Gold began to work for Deutsche Bank in 1995, after earning his MBA at NYU. When hired, he was required to sign Form U-4, mandated by the National Association of Security Dealers (NASD) for all employees registered to trade in financial instruments. The form prominently mentions that both employee and employer agree that all disputes about their employment relationship will be subject to arbitration.

Gold claims that once people at Deutsche Bank figured out that he was gay, he was subjected to various petty indignities and given poor job assignments. In 1996, he was involuntarily transferred to a subsidiary, Deutsche Morgan Grenfell/C. J. Lawrence, where he claims that his immediate supervisor created a hostile work environment, making fun of Gold for being gay, and that a senior male employee made sexual demands on him. He was discharged a few months later.

Early in 1997, Gold filed a lawsuit in the federal court, claiming that he had been subjected to a hostile work environment and quid pro quo sexual harassment, both in violation of the 1964 Civil Rights Act, which forbids sex discrimination and has been interpreted to cover hostile environment situations where the victim was targeted because of his sex. Gold also included some state law claims.

The case was assigned to District Judge Kimba Wood, who granted the employer’s motion to suspend the case pending arbitration of the claim, and who subsequently rejected Gold’s attempt to get the court to take up the case again on its merits after he lost in arbitration.

Appealing Wood’s ruling to the 2nd Circuit appeals court, Gold argued that he had not knowingly agreed to arbitrate such claims, contending that he had been rushed into signing the form in a setting that did not allow time for true consideration, and that he had not understood what rights he was waiving.

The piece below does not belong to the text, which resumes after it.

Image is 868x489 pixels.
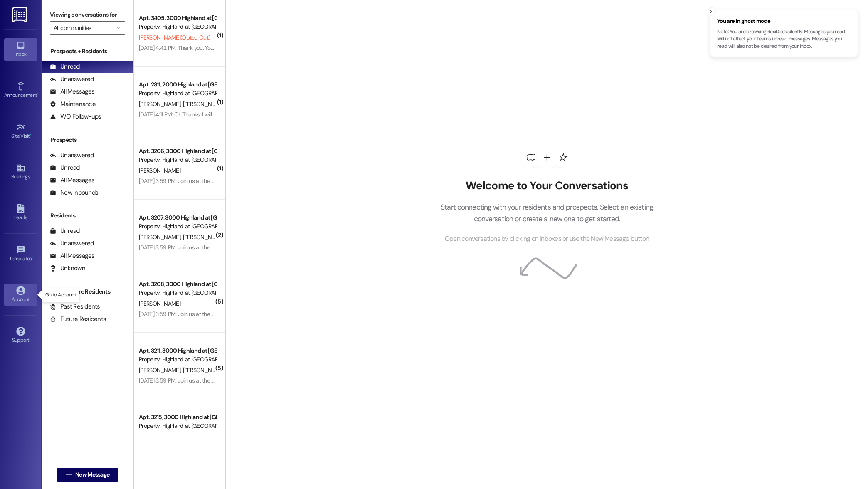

The appellate panel, in an opinion by Senior Circuit Judge Wilfred Feinberg, gave short shrift to Gold’s arguments, noting that the Circuit Court had recently ruled that Form U-4 satisfied federal rules for mandatory arbitration agreements. As an MBA graduate from NYU, Feinberg found, Gold could be expected to understand the significance of signing this form, which was written in plain language.

Feinberg also noted that Gold, in challenging the circumstances of signing the form, was raising new factual issues that should have been presented to Wood at an earlier stage in the case.

Courts in other parts of the country, perhaps not so accommodating to the interests of the securities industry, have seriously questioned NASD’s arbitration system for dealing with employment discrimination claims. Most cases that go before NASD arbitration panels are claims raised by dissatisfied customers of brokerage houses and banks. NASD tightly controls the process and appoints all the arbitrators. The system was really set up mainly for self-policing by the industry of its dealings with customers. Such a system, in which the arbitrators are selected by an association of which the employer is a member, does not provide the kind of impartial decision-making appropriate to a discrimination claim.

Recognizing these criticisms, the industry association recently agreed that it would no longer require financial industry employees to arbitrate discrimination claims, but this decision was not made retroactive, and so is of no help to Gold.

Gold might have fared better had he filed his lawsuit in the New York State courts, emphasizing his state civil rights claims instead of his federal claims. A claim of sexual orientation discrimination under New York City’s human rights ordinance might also have been a better route.